Common Challenges with Blended Identity

  • Coupling workforce IAM and workload IAM: These two systems operate differently and rarely integrate natively, requiring reconciliation of human attributes with workload attestation.
  • Dynamic delegation chains: User → agent → workload → API interactions must all be captured without collapsing identity into a single undifferentiated token.
  • Real-time identity binding: Blended identity must be created at invocation time, not pre-provisioned, which requires low-latency trust evaluation and credential issuance.
  • Policy ambiguity: Organizations must decide:
    • What comes from the user?
    • What comes from the agent?
    • What happens when either identity’s permissions change?
  • Audit complexity: Compliance frameworks require precise attribution of machine-driven actions to specific users, which is impossible without explicit identity blending.

How Aembit Helps

Aembit operationalizes blended identity by joining workload identity attestation with workforce identity signals inside its Workload IAM authorization model.

Here’s how:

1. Verified Workload Identity (the agent’s root identity)

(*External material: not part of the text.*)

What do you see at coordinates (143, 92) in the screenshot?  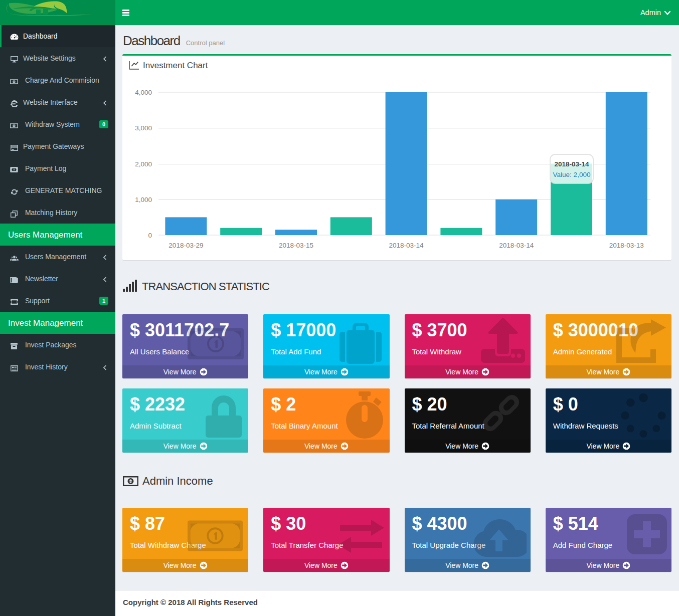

Aembit integrates with trust providers, AWS, Azure, GCP, Kubernetes, GitHub Actions, to verify the AI agent’s identity using cryptographic signals rather than static secrets.

2. Human Identity Inheritance & Session Binding

When a user prompts or instructs an AI agent, Aembit binds the user’s verified identity (via the organization’s Workforce IDP) to the agent’s workload identity, creating a run-time blended identity.

3. Policy Enforcement Based on Both Identities

Policies can reference:

  • human roles, groups, risk signals, session context
  • workload attributes, posture, environment, repo, runtime attestation

This enables least-privilege access that adapts to both sides of the identity equation.

4. Short-lived and Secretless Access

The agent never stores or handles long-lived secrets. Aembit injects workload-scoped, user-scoped credentials JIT, eliminating secrets sprawl while ensuring full accountability.

5. Complete Chain-of-Custody Auditing

Aembit logs each access event with:

  • the human identity
  • the agent’s workload identity
  • policy conditions
  • credential issuance & expiration
  • target resource

This provides transparent auditability across human → agent → resource access flows.

Related Reading

FAQ

You Have Questions?
We Have Answers.

How is blended identity different from delegation or impersonation?

Delegation passes a user’s authority to another system. Blended identity never lets the agent impersonate a user; it combines identities so policies can evaluate both independently.

Because agents act on behalf of humans, but using their own execution environment and workload identity. Without blending, neither accountability nor least privilege is possible.

No. It builds on both:

  • Workforce IAM proves who the user is.
  • Workload IAM proves what the agent is.

Blended identity is the runtime fusion that governs agent-driven actions.

Aembit ties the user session to the agent’s workload identity and enforces policy at the moment of access, recording a full, verifiable chain across all hops.